Bobby: A song never gets to the point where you can turn it off and think this is it, it will never get better. We will always try to find a way to make each song better.
Josh: One of the best things about this band is that we have five opinions but we all respect each other. We always leave room for everyone’s opinion.
Leslie: That is why it takes so long for us to finish a song. We like to try everyone’s ideas and at least give them a shot before we say ‘Hell no.’
Justin: Being a band is constant compromise. Everyone in the band is an amazing songwriter and arranges, but for it to be all of us together, there has to be compromise between all of us. That is the hardest part and best part of it.
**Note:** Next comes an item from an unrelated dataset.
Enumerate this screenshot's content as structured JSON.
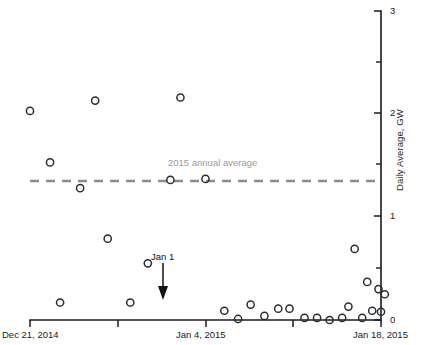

TSR: What is the story behind “Fly On”?
Justin: We put “Fly On” out as a single in November 2013. We wrote it as a love song in retrospect. What would it be like if you were 70 years old and you have been with the same person for a long time? The idea that they were going to the top of a hill, a park, or a place they always went and look back at all of the times they went to that place.
TSR: What does the name Humming House Mean
Leslie: The true story is…
Bobby: The true story is Justin’s house has a pipe problem and when they get really cold they rattle.
Leslie: Humming Whistling doesn’t sound as good as Humming House. Justin likes alliteration. He started with Finnigan’s Folly, then came Humming House.
Bobby: For a band that thinks as deeply as we like to think we do, it is nice to have a name that is aesthetically pretty.

TSR: Leslie was working on a Ph.D. in Sociology, but left school to join Humming House?
Leslie: They stole me away. I took a leave of absence and planned to go back to school, but after two weeks on the road I knew there was no chance I would go back. There is plenty of time to finish my Ph.D. later. The opportunity with Humming House is now.
Justin: I was terrified that she would leave school and I would be responsible.
Josh: It is like introducing a successful friend to heroin.
Leslie: For six months Justin kept asking me, “Are you sure you want to do this? You can do both, we will make it work.”
Josh: We snatched Ben and Bobby out of their music program at Belmont. They were ready to become commercial musicians.
Justin: They compromised completely by joining Humming House.
Josh: To be fair, Justin and I walked away from promising careers to lose a bunch of money as musicians. I designed adventures around the world for team-building purposes and sometimes local charity fund-raisers and public events. I still do a few each year.
Justin: I was a talent buyer and production director for a festival in Nashville and booked 120 bands a year. It was a weird juxtaposition because I was a door-knocker and gate-keeper in Nashville. People wanted to play the festivals I was booking and we were trying to book festivals. It helps to understand the contractual side of business.

TSR: You are playing festivals and opening for some of the best bands in the country this year. Do you feel like you are moving forward?
Josh: Our progress has been baby steps. We haven’t skyrocketed and it is hard to get perspective. We have been together for four years and it when you are in it, it feels like everything moves slow around you.
Justin: We were hopeful that Humming House would work. Sometimes it feels like it moving slow but then you look up and you are playing with Emmylou Harris or you are backstage and standing between Lucinda Williams and Brandi Carlile. We have played in the canyons in the Rockies and beautiful mountain towns. We have slept on a ton of floors to get here and we have slept in five-star hotels. Being an independent band is being an entrepreneur. We have done so much of this on our own. It is still self-managed. It is a lot of work branding and marketing.